Agonizing in its empathic power, this dramatic device can valuably promote
ideological purposes, as the Japanese government of the late-nineteenth
century acknowledged when it conscripted playwrights and acting companies
into its service. The result: weeping audiences watched in understanding
anguish as, one after another in play after play, a larger-than-life hero
from the past killed his own son to save the child of his lord; drying their
tears, theatergoers vowed to offer an equal sacrifice for the sake of their
born-again nation.
Less neat but more attuned to multiple markets, Air Force One waffles.
Only the have-it-all ending can explain Limbaughland's characterization
of the film ---
which in fact espouses no political position beyond a Kristol-clear commitment
to policing the world --- as part of the Clinton liberal agenda. Nevertheless, the
implication is that real men don't eat crow, even to save their family.
In a Cabinet-level constitutional debate to decide whether the Vice President
should take charge as Acting President, the clinching argument holds that
the incapacity of the commander-in-chief is obvious: he has abandoned his
official role and is behaving as a husband and father.
Old themes, new trappings. Unlike the war flicks of the 1940s, this one
is full of chicks. I tended to identify with them, providing yet another
prism for their already diffracted images to pass through. There are only
five of them. Pause the flailing fists and flying bullets for a moment,
and take the time to meet them.
The Wife appears first in her public guise, as sexless as a Sicilian grandmother,
her hair pulled back in an ice-maiden French roll, dressed in funeral black
(to attend the ballet?).

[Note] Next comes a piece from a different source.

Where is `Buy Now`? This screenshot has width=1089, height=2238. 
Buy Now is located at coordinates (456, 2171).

Once within the haven of her husband's airplane,
she literally lets her hair down and slips into something more comfortable.

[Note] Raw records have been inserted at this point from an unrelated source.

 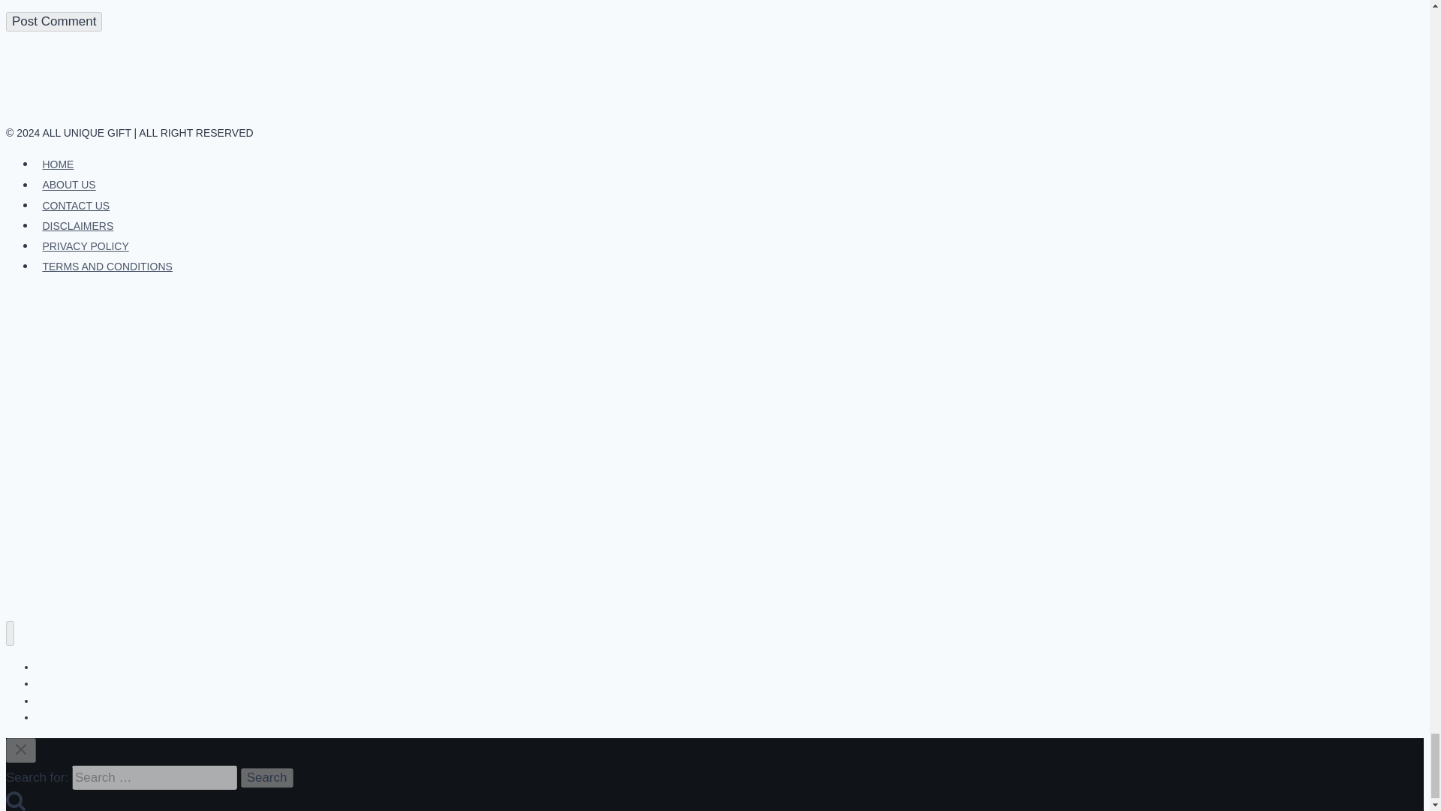 I want to click on Search, so click(x=267, y=777).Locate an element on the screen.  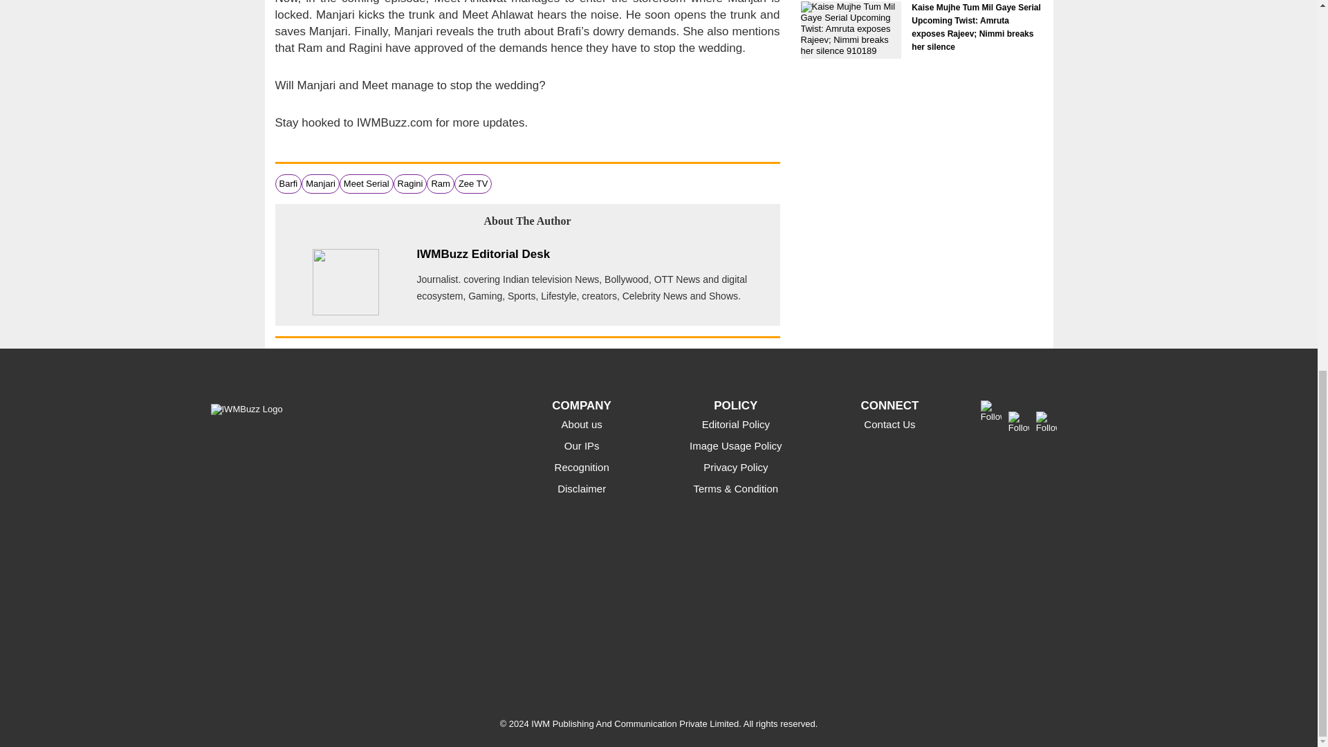
Ram is located at coordinates (440, 184).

She's a quiet one, saying almost nothing but smiling supportively or reassuringly,
as the situation requires.
The Daughter enters stage right, mugging for the press. Still young, she
is allotted more lines than her mother, notably a feisty speech to the head
hijacker and a role-reversing word of encouragement to her father as he
tries frantically to fly his large plane. She's her daddy's little girl,
complaining to him with great seriousness about being excluded from a visit
to a refugee camp. In response, he rather sweetly confesses --- as fathers often
do when their daughters ask for equal opportunities or equal rights --- that he was trying
to shelter her from the world's unpleasantness.
The Chubby Little Office Worker, perhaps in a symbolic nod to female communication
skills, operates the fax machine at a crucial moment. An African American,
she is the adoring mammy who keeps the 1990s plantation running smoothly.
We last see her in midair, feet dangling, properly rewarded for faithful
service, as she parachutes to safety.
Even more embarrassing is the Young Career Woman, a kittenish press secretary
who diffidently ushers the disguised hijackers into the president's entourage.
Singled out for execution, the captors jam a pistol into her throat and
mock her niceness. She falls apart, filling her final minutes with feeble
whimpers. In contrast, the National Security Advisor, a suit, is awarded
a proper soldier's death, quick and clean.
But the greatest ignominy is reserved for the Vice President. Square-jawed,
wearing a severe gray suit, her stoic reserve remains unshaken despite the
ad feminam taunts of the hijackers and the dismissive power plays
of her colleagues. To her is given the most highly charged moment of the
film when, hearing of the President's deliverance, she picks up the sheet
of paper that would have made her Acting President and tears it to shreds.
Her relief is almost palpable: the real man is back where he belongs.
In this parallel world, illumined by reflections from thousands of defective
mirrors, women exist to be attacked or protected by the men around them,
thereby in either case reinforcing male superiority and their own inferiority.
It's time to smash the mirrors and replace them with clear glass. In the
coming millennium, white men are going to need all the help they can get.
And I, for one, have my hammer ready.